Glomar response (plural Glomar responses)

  1. A response by a US government agency (etc) that it can "neither confirm nor deny" the existence of (secret) information which has been asked for.
    • 1985, United States House Committee on Government Operations, Government Information, Justice, and Agriculture Subcommittee, The Freedom of Information Reform Act: Hearings Before [...the] Ninety-eighth Congress, Second Session, on S. 774 ... May 24, 30; June 20; and August 9, 1984, page 908:
      Another legal basis for a "Glomar response" frequently available to the CIA is the provision in the current Executive Order 12356 allowing an agency to "... refuse to confirm or deny the existence or nonexistence of requested information  ..."
    • 1993, University of California, Davis. School of Law, U.C. Davis Law Review:
      If a requester knows that the CIA may use the Glomar response only for requests about covert operations, then a Glomar response to a FOIA [amounts to revealing that something exists as a covert operation].
    • 1993, Vanderbilt Journal of Transnational Law:
      As an alternative basis for its holding, the District Court held that the CIA Information Act, 50 U.S.C. § 431, permits a Glomar response only when the FOIA request relates to a covert activity.
    • 1997, Ralph C. Nash, Leonard Rawicz, Intellectual Property in Government Contracts, George Washington University, Government Contracts Program
      This is a Glomar response, and exemption 6 must be cited in the response.
    • 2006, P. Stephen Gidiere (III), The Federal Information Manual: How the Government Collects, Manages, and Discloses Information Under FOIA and Other Statutes, American Bar Association (→ISBN), page 215:
      For example, with a "Glomar response," the agency neither confirms nor denies the existence of the requested records.

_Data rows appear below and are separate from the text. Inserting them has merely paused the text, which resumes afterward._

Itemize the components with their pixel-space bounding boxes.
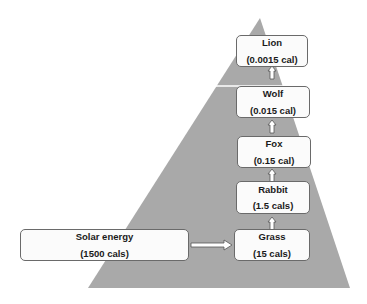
wolf-label: Wolf xyxy=(263,89,283,99)
box-solar-energy: Solar energy (1500 cals) xyxy=(20,229,189,261)
fox-value: (0.15 cal) xyxy=(254,156,295,166)
lion-value: (0.0015 cal) xyxy=(246,55,297,65)
box-fox: Fox (0.15 cal) xyxy=(237,136,311,168)
rabbit-label: Rabbit xyxy=(258,185,288,195)
rabbit-value: (1.5 cals) xyxy=(253,201,294,211)
box-grass: Grass (15 cals) xyxy=(234,229,310,261)
grass-label: Grass xyxy=(259,232,286,242)
lion-label: Lion xyxy=(262,38,282,48)
box-lion: Lion (0.0015 cal) xyxy=(236,35,308,67)
solar-label: Solar energy xyxy=(76,232,134,242)
fox-label: Fox xyxy=(266,139,283,149)
box-wolf: Wolf (0.015 cal) xyxy=(236,86,310,118)
wolf-value: (0.015 cal) xyxy=(250,106,296,116)
solar-value: (1500 cals) xyxy=(80,249,129,259)
box-rabbit: Rabbit (1.5 cals) xyxy=(236,181,310,214)
grass-value: (15 cals) xyxy=(253,249,291,259)
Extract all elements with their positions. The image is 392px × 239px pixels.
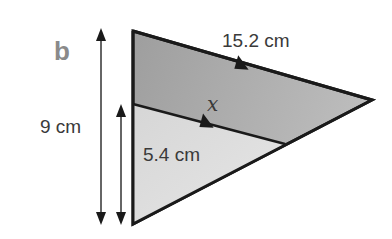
- inner-height-label: 5.4 cm: [143, 144, 200, 166]
- outer-height-arrow-down-icon: [96, 212, 106, 225]
- part-label: b: [54, 36, 70, 67]
- top-side-length: 15.2 cm: [222, 30, 290, 52]
- inner-height-arrow-up-icon: [116, 104, 126, 117]
- unknown-side-label: x: [207, 92, 218, 116]
- outer-height-arrow-up-icon: [96, 28, 106, 41]
- inner-height-arrow-down-icon: [116, 212, 126, 225]
- outer-height-label: 9 cm: [40, 116, 81, 138]
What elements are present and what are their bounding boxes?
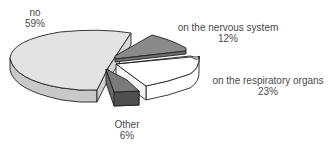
label-nervous-name: on the nervous system <box>168 22 288 33</box>
label-other-pct: 6% <box>112 130 142 141</box>
label-respiratory-organs: on the respiratory organs 23% <box>203 75 328 97</box>
label-nervous-system: on the nervous system 12% <box>168 22 288 44</box>
label-no-name: no <box>20 7 50 18</box>
label-nervous-pct: 12% <box>168 33 288 44</box>
label-no: no 59% <box>20 7 50 29</box>
label-other-name: Other <box>112 119 142 130</box>
label-respiratory-pct: 23% <box>203 86 328 97</box>
label-other: Other 6% <box>112 119 142 141</box>
label-no-pct: 59% <box>20 18 50 29</box>
label-respiratory-name: on the respiratory organs <box>203 75 328 86</box>
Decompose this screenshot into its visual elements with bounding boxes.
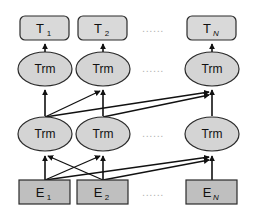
input-label-eN-sub: N [213,193,219,202]
output-label-tN-main: T [203,21,211,36]
output-node-tN[interactable]: T N [187,16,236,40]
transformer-node-l1-cN[interactable]: Trm [185,117,239,151]
transformer-node-l1-c2[interactable]: Trm [76,117,130,151]
edges-layer1-to-layer2 [45,90,212,117]
output-label-t2-sub: 2 [105,29,110,38]
transformer-lower-row-ellipsis: ...... [142,127,164,139]
edge-e1-to-trm1-N [45,157,209,180]
output-label-t2-main: T [94,21,102,36]
input-label-eN-main: E [203,185,212,200]
input-box-e2[interactable] [77,180,128,204]
transformer-upper-row: Trm Trm ...... Trm [18,52,239,86]
transformer-label-l2-c1: Trm [35,62,56,76]
transformer-node-l2-cN[interactable]: Trm [185,52,239,86]
input-row: E 1 E 2 ...... E N [19,180,237,204]
transformer-label-l1-c2: Trm [93,127,114,141]
output-box-t2[interactable] [78,16,127,40]
input-node-e2[interactable]: E 2 [77,180,128,204]
output-label-tN-sub: N [213,29,219,38]
input-label-e2-sub: 2 [105,193,110,202]
input-node-eN[interactable]: E N [186,180,237,204]
transformer-node-l1-c1[interactable]: Trm [18,117,72,151]
transformer-node-l2-c1[interactable]: Trm [18,52,72,86]
edge-trm1-1-to-trm2-N [45,92,209,117]
transformer-label-l1-c1: Trm [35,127,56,141]
edge-e2-to-trm1-1 [48,156,103,180]
input-node-e1[interactable]: E 1 [19,180,70,204]
output-row: T 1 T 2 ...... T N [20,16,236,40]
input-box-e1[interactable] [19,180,70,204]
output-node-t1[interactable]: T 1 [20,16,69,40]
transformer-upper-row-ellipsis: ...... [142,62,164,74]
output-label-t1-sub: 1 [47,29,52,38]
edges-input-to-layer1 [45,156,212,180]
input-label-e1-main: E [36,185,45,200]
input-label-e1-sub: 1 [47,193,52,202]
input-box-eN[interactable] [186,180,237,204]
output-node-t2[interactable]: T 2 [78,16,127,40]
transformer-node-l2-c2[interactable]: Trm [76,52,130,86]
edges-layer2-to-output [45,44,212,52]
input-row-ellipsis: ...... [142,186,164,198]
bert-architecture-diagram: T 1 T 2 ...... T N Trm Trm [0,0,256,218]
transformer-label-l2-cN: Trm [202,62,223,76]
output-row-ellipsis: ...... [142,22,164,34]
output-box-tN[interactable] [187,16,236,40]
transformer-label-l1-cN: Trm [202,127,223,141]
diagram-canvas: T 1 T 2 ...... T N Trm Trm [0,0,256,218]
output-box-t1[interactable] [20,16,69,40]
transformer-lower-row: Trm Trm ...... Trm [18,117,239,151]
input-label-e2-main: E [94,185,103,200]
transformer-label-l2-c2: Trm [93,62,114,76]
output-label-t1-main: T [36,21,44,36]
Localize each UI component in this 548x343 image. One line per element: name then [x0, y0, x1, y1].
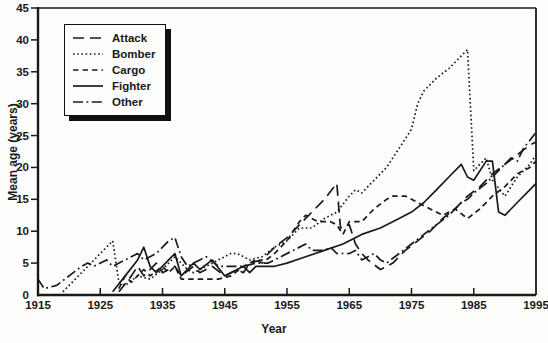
other-line-sample-icon: [72, 96, 104, 108]
x-tick-label-1915: 1915: [25, 299, 51, 311]
y-tick-label-45: 45: [16, 2, 29, 14]
y-tick-label-40: 40: [16, 34, 29, 46]
y-axis-title: Mean age (years): [6, 92, 20, 212]
chart-legend: Attack Bomber Cargo Fighter Other: [64, 24, 166, 116]
x-tick-label-1935: 1935: [150, 299, 176, 311]
legend-label-attack: Attack: [112, 30, 147, 46]
cargo-line-sample-icon: [72, 64, 104, 76]
x-tick-label-1965: 1965: [336, 299, 362, 311]
legend-item-attack: Attack: [72, 30, 155, 46]
legend-item-bomber: Bomber: [72, 46, 155, 62]
legend-label-other: Other: [112, 94, 143, 110]
y-tick-label-0: 0: [23, 289, 29, 301]
mean-age-line-chart: 1915192519351945195519651975198519950510…: [0, 0, 548, 343]
attack-line-sample-icon: [72, 32, 104, 44]
fighter-line-sample-icon: [72, 80, 104, 92]
series-line-fighter: [113, 161, 536, 292]
x-tick-label-1975: 1975: [399, 299, 425, 311]
x-tick-label-1995: 1995: [523, 299, 548, 311]
y-tick-label-35: 35: [16, 66, 29, 78]
bomber-line-sample-icon: [72, 48, 104, 60]
series-line-other: [38, 132, 536, 288]
x-tick-label-1945: 1945: [212, 299, 238, 311]
x-tick-label-1925: 1925: [87, 299, 113, 311]
x-tick-label-1955: 1955: [274, 299, 300, 311]
legend-item-other: Other: [72, 94, 155, 110]
x-tick-label-1985: 1985: [461, 299, 487, 311]
legend-label-cargo: Cargo: [112, 62, 145, 78]
legend-item-cargo: Cargo: [72, 62, 155, 78]
x-axis-title: Year: [0, 322, 548, 336]
y-tick-label-10: 10: [16, 225, 29, 237]
legend-item-fighter: Fighter: [72, 78, 155, 94]
legend-label-bomber: Bomber: [112, 46, 155, 62]
legend-label-fighter: Fighter: [112, 78, 151, 94]
y-tick-label-5: 5: [23, 257, 30, 269]
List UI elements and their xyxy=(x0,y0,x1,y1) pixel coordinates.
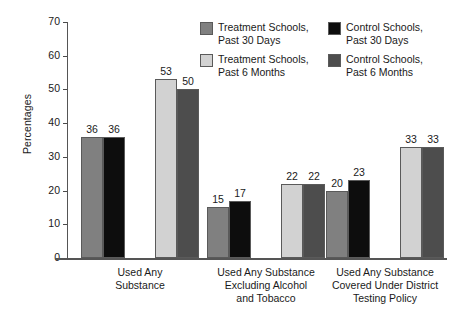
y-tick-label: 10 xyxy=(38,218,60,228)
chart-legend: Treatment Schools,Past 30 DaysControl Sc… xyxy=(200,21,450,81)
bar-value-label: 23 xyxy=(342,167,376,178)
bar xyxy=(400,147,422,258)
legend-color-swatch xyxy=(328,54,341,67)
y-tick-label: 20 xyxy=(38,185,60,195)
legend-color-swatch xyxy=(200,54,213,67)
legend-label: Treatment Schools,Past 30 Days xyxy=(218,21,309,46)
x-axis-line xyxy=(55,258,447,260)
bar-value-label: 17 xyxy=(223,188,257,199)
bar xyxy=(326,191,348,258)
y-tick-label: 0 xyxy=(38,252,60,262)
bar-chart: Percentages 010203040506070 363653501517… xyxy=(0,0,452,328)
y-axis-title: Percentages xyxy=(21,54,33,194)
bar xyxy=(177,89,199,258)
bar xyxy=(348,180,370,258)
legend-label: Treatment Schools,Past 6 Months xyxy=(218,53,309,78)
legend-label: Control Schools,Past 30 Days xyxy=(346,21,423,46)
legend-item[interactable]: Control Schools,Past 6 Months xyxy=(328,53,423,78)
legend-color-swatch xyxy=(328,22,341,35)
legend-item[interactable]: Treatment Schools,Past 30 Days xyxy=(200,21,309,46)
bar xyxy=(207,207,229,258)
x-category-label: Used Any SubstanceCovered Under District… xyxy=(305,266,452,305)
bar xyxy=(81,137,103,258)
bar xyxy=(155,79,177,258)
legend-label: Control Schools,Past 6 Months xyxy=(346,53,423,78)
y-tick-label: 70 xyxy=(38,16,60,26)
y-tick-label: 60 xyxy=(38,50,60,60)
bar xyxy=(103,137,125,258)
legend-color-swatch xyxy=(200,22,213,35)
bar xyxy=(422,147,444,258)
bar xyxy=(229,201,251,258)
legend-item[interactable]: Control Schools,Past 30 Days xyxy=(328,21,423,46)
y-tick-label: 50 xyxy=(38,83,60,93)
bar xyxy=(281,184,303,258)
legend-item[interactable]: Treatment Schools,Past 6 Months xyxy=(200,53,309,78)
y-tick-label: 30 xyxy=(38,151,60,161)
bar-value-label: 33 xyxy=(416,134,450,145)
bar xyxy=(303,184,325,258)
bar-value-label: 36 xyxy=(97,124,131,135)
y-tick-label: 40 xyxy=(38,117,60,127)
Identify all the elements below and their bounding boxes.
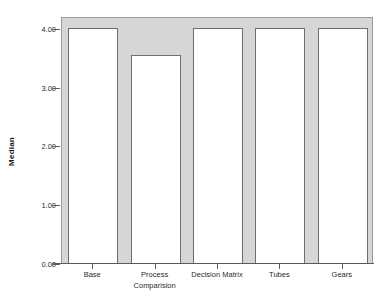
x-axis-tick-mark xyxy=(92,264,93,269)
y-axis-tick-mark xyxy=(53,29,60,30)
x-axis-tick-label: Tubes xyxy=(269,270,290,279)
bar-tubes xyxy=(255,28,305,263)
y-axis-tick-mark xyxy=(53,264,60,265)
bar-chart: Median 0.001.002.003.004.00 BaseProcessD… xyxy=(0,0,384,302)
y-axis-ticks xyxy=(53,0,61,302)
y-axis-tick-label: 3.00 xyxy=(20,83,56,92)
y-axis-title-text: Median xyxy=(7,137,16,166)
y-axis-tick-label: 0.00 xyxy=(20,260,56,269)
bar-process xyxy=(131,55,181,263)
y-axis-tick-labels: 0.001.002.003.004.00 xyxy=(20,0,56,302)
y-axis-tick-mark xyxy=(53,205,60,206)
x-axis-tick-mark xyxy=(155,264,156,269)
bars-container xyxy=(62,18,372,263)
y-axis-tick-mark xyxy=(53,146,60,147)
x-axis-tick-labels: BaseProcessDecision MatrixTubesGears xyxy=(61,270,373,286)
y-axis-tick-mark xyxy=(53,88,60,89)
x-axis-title: Comparision xyxy=(134,281,176,290)
x-axis-tick-label: Base xyxy=(84,270,101,279)
y-axis-tick-label: 4.00 xyxy=(20,24,56,33)
plot-area xyxy=(61,17,373,264)
bar-gears xyxy=(318,28,368,263)
bar-decision-matrix xyxy=(193,28,243,263)
y-axis-tick-label: 2.00 xyxy=(20,142,56,151)
x-axis-tick-mark xyxy=(342,264,343,269)
y-axis-title: Median xyxy=(2,0,20,302)
x-axis-tick-mark xyxy=(279,264,280,269)
y-axis-tick-label: 1.00 xyxy=(20,201,56,210)
x-axis-tick-label: Process xyxy=(141,270,168,279)
x-axis-tick-mark xyxy=(217,264,218,269)
x-axis-tick-label: Gears xyxy=(332,270,352,279)
x-axis-tick-label: Decision Matrix xyxy=(191,270,242,279)
bar-base xyxy=(68,28,118,263)
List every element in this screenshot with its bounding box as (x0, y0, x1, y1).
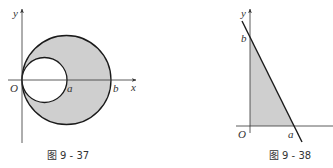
origin-label: O (10, 82, 18, 94)
origin-label: O (238, 128, 246, 140)
y-axis-label: y (12, 7, 18, 19)
point-a-label: a (288, 128, 294, 140)
figure-caption: 图 9 - 38 (269, 150, 311, 161)
point-a-label: a (67, 82, 73, 94)
x-axis-label: x (130, 81, 136, 93)
figure-9-37: y x O a b 图 9 - 37 (8, 7, 136, 161)
point-b-label: b (113, 82, 119, 94)
figure-9-38: y O b a 图 9 - 38 (236, 7, 333, 161)
point-b-label: b (241, 32, 247, 44)
diagram-canvas: y x O a b 图 9 - 37 y O b a 图 9 - 38 (0, 0, 333, 168)
y-axis-label: y (240, 7, 246, 19)
figure-caption: 图 9 - 37 (47, 150, 89, 161)
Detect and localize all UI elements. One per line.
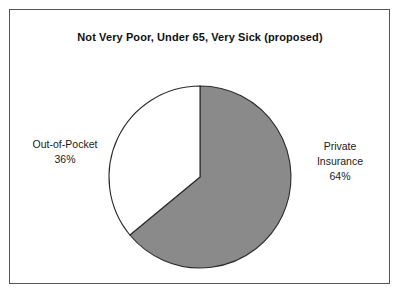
pie-chart-figure: Not Very Poor, Under 65, Very Sick (prop… <box>0 0 400 292</box>
pie-label-private-insurance: Private Insurance 64% <box>300 139 380 184</box>
pie-label-private-insurance-name-line1: Private <box>300 139 380 154</box>
pie-label-private-insurance-name-line2: Insurance <box>300 154 380 169</box>
pie-label-out-of-pocket-percent: 36% <box>18 152 112 167</box>
pie-label-out-of-pocket-name: Out-of-Pocket <box>18 137 112 152</box>
pie-label-private-insurance-percent: 64% <box>300 169 380 184</box>
pie-label-out-of-pocket: Out-of-Pocket 36% <box>18 137 112 167</box>
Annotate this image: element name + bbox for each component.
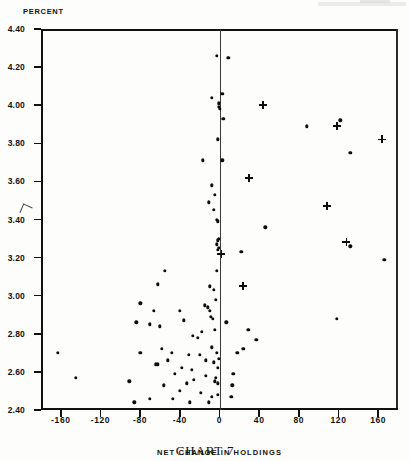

Such a response is appropriate where revealing even the existence of the information would be tantamount to disclosing it.
    • 2008, Access Reports/freedom of Information:
      A federal court in New York has ruled that the National Security Agency properly provided a Glomar response to attorneys ' requests for confirmation of whether their ...

Related terms[edit]

References[edit]

  1. ^ Freedom of Information Act Guide (2007), page 216
  2. ^ Herbert N. Foerstel, Freedom of Information and the Right to Know: The Origins and Applications of the Freedom of Information Act (1999, Greenwood): "Now known as a "Glomar response" (see Chapter 2), this exemption came about after FOIA requests had been submitted for contract and budget documents related to the Glomar Explorer, a secret underwater vessel."